You might be thinking: Who the heck plans to move six months out?!
There are a few key reasons that I see people plan a move for this long: First, many families who need to relocate for jobs or any other reason often wait for a school year to end before making the full move. Parents want their kids to be able to finish out their current year, but know that the move is imminent. Second, I see more and more people moving to dream locations just because they can! Working from home has allowed so many the opportunity to move to more affordable places, more desirable locations or into their dream homes. In these instances, they are planning out every part according to their own needs. So if a move six or seven months out is easier to plan and execute, then that’s exactly what they’re doing.
My husband and I fall into the second category. We are ready to move to our dream location, but we don’t want to rush it. We’re taking our time to research the area, find the right house and give ourselves enough time to properly plan for the move.
According to our ideal timeline, we’re currently about six months away from moving day. So there are two key tasks that I have on my schedule this month:
The Kitchen: With just 26 weeks here at our current house, I’m starting to look at the foods we have in our freezer and in our pantry. We like to pre-cook large meals and freeze leftovers for easy week-night cooking all the time, but now it’s time to figure out how to empty out the fridge before the move. The pantry is the same way. 3 bags of 00 pizza dough flour sitting in our pantry right now means that we should probably make pizza a few times before we move. Ideally, I’ll figure out how to plan meals so that our freezer and our pantry are as empty as possible on moving day.
Paperwork: I am notorious for keeping paperwork that has any semblance of importance in our filing cabinet. I am also notorious for letting that paperwork accumulate year over year with no process in place to purge it on a regular basis. So now, I’m looking at several years of paperwork to go through and decide what is important to keep and what to recycle.
These tasks can of course be tackled later in the planning process, but I like to give myself as much time as possible. It makes me feel that the tasks aren’t quite so daunting. If we have 5 drawers in the filing cabinet and I dedicate enough time to get through one drawer per month, that feels much more manageable than going through the entire cabinet in a weekend.
As we move on to future months, more projects like this will be added to the list. Getting started with these two areas this early also helps to remind me that it can all be done! After a couple weeks of going through a few folders of paperwork at a time and eating one of our frozen meals each week, I’m reminded that slow and steady will win this race.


> _WHAT TO DO_:
Lines from the one containing "Decode this image" through the last line of the records below need to be repeated exactly; nothing else, and no pictures.

> _RECORD EXTRACTS_:

►

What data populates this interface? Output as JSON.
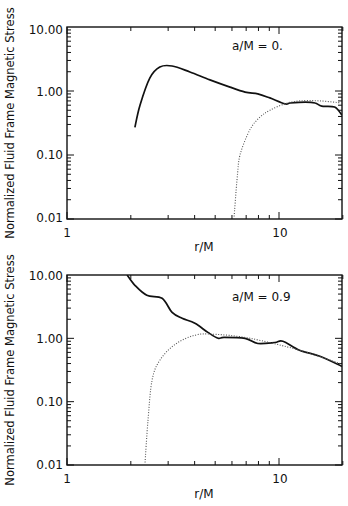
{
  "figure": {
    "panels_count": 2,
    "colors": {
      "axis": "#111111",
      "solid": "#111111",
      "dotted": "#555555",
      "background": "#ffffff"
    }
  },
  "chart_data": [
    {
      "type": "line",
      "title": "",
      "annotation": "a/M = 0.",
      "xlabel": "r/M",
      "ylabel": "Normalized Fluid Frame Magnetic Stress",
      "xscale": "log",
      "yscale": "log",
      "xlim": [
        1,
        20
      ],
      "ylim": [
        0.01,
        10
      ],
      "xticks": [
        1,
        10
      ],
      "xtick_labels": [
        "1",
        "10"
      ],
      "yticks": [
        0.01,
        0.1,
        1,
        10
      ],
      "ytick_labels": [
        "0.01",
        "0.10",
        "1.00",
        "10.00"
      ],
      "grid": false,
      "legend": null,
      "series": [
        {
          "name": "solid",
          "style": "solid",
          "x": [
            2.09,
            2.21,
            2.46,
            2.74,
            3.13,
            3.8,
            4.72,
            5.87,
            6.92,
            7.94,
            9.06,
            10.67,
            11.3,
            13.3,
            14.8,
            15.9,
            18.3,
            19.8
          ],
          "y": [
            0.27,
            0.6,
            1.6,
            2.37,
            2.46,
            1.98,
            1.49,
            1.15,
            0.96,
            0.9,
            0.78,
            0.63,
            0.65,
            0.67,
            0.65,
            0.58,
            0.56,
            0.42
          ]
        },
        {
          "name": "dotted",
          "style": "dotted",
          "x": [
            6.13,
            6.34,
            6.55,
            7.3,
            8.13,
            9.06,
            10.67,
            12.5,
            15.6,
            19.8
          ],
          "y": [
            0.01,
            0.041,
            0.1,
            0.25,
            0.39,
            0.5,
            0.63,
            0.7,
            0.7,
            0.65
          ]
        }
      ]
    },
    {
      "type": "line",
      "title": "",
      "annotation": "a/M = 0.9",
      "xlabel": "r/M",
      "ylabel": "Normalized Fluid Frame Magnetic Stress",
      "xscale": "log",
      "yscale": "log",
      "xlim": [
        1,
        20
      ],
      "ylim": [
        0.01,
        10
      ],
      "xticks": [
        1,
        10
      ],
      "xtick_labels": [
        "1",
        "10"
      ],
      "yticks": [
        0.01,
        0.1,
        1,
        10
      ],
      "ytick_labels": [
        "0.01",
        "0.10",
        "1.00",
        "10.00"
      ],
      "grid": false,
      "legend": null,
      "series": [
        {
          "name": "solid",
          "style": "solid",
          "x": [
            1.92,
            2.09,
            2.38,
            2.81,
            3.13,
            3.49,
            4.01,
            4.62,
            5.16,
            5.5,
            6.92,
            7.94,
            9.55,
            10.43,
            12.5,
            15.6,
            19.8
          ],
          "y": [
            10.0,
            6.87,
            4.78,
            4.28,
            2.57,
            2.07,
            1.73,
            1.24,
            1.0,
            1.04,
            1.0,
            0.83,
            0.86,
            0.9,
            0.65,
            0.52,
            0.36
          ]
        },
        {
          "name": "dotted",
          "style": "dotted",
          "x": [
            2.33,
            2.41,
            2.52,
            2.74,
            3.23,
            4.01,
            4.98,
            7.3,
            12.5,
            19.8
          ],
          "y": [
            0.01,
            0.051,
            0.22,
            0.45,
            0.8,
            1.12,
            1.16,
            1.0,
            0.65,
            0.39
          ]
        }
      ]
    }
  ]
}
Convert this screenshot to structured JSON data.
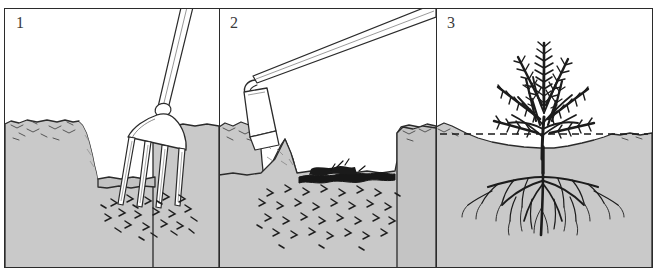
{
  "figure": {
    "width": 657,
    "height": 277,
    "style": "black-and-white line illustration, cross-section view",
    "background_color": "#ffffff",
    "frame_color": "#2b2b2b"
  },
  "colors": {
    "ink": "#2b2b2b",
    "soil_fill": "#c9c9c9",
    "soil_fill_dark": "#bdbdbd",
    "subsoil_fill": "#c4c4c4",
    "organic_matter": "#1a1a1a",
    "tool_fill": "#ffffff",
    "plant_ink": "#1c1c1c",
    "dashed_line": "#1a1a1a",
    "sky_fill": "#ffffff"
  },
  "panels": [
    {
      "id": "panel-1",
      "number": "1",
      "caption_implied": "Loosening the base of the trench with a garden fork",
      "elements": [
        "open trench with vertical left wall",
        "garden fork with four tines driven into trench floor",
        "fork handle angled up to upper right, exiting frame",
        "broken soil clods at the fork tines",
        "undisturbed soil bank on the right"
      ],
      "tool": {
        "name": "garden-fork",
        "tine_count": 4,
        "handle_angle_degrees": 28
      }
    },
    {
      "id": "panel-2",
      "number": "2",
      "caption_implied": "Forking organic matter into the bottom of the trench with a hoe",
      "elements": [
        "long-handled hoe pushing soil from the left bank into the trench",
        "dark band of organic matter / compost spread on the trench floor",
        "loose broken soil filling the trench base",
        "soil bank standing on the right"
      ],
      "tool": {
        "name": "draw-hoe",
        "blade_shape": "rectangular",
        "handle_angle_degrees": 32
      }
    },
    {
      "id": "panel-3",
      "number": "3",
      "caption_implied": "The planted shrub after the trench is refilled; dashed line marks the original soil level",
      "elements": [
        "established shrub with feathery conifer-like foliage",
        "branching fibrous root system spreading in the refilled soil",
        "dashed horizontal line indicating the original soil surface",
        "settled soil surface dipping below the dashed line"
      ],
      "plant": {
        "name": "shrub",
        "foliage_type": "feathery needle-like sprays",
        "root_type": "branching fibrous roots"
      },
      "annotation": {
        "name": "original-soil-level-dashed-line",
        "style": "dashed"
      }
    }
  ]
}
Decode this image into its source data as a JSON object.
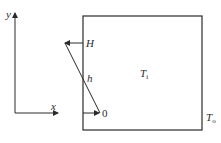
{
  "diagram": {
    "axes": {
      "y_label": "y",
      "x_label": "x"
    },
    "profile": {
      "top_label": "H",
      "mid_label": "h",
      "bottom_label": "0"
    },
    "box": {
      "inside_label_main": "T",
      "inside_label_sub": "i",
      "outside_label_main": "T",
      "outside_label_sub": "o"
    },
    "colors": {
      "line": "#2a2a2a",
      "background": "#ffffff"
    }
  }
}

◄

> _RESULT FOR THIS TASK_:
Decode this image into its source data as a JSON object.
{
  "diagram": {
    "axes": {
      "y_label": "y",
      "x_label": "x"
    },
    "profile": {
      "top_label": "H",
      "mid_label": "h",
      "bottom_label": "0"
    },
    "box": {
      "inside_label_main": "T",
      "inside_label_sub": "i",
      "outside_label_main": "T",
      "outside_label_sub": "o"
    },
    "colors": {
      "line": "#2a2a2a",
      "background": "#ffffff"
    }
  }
}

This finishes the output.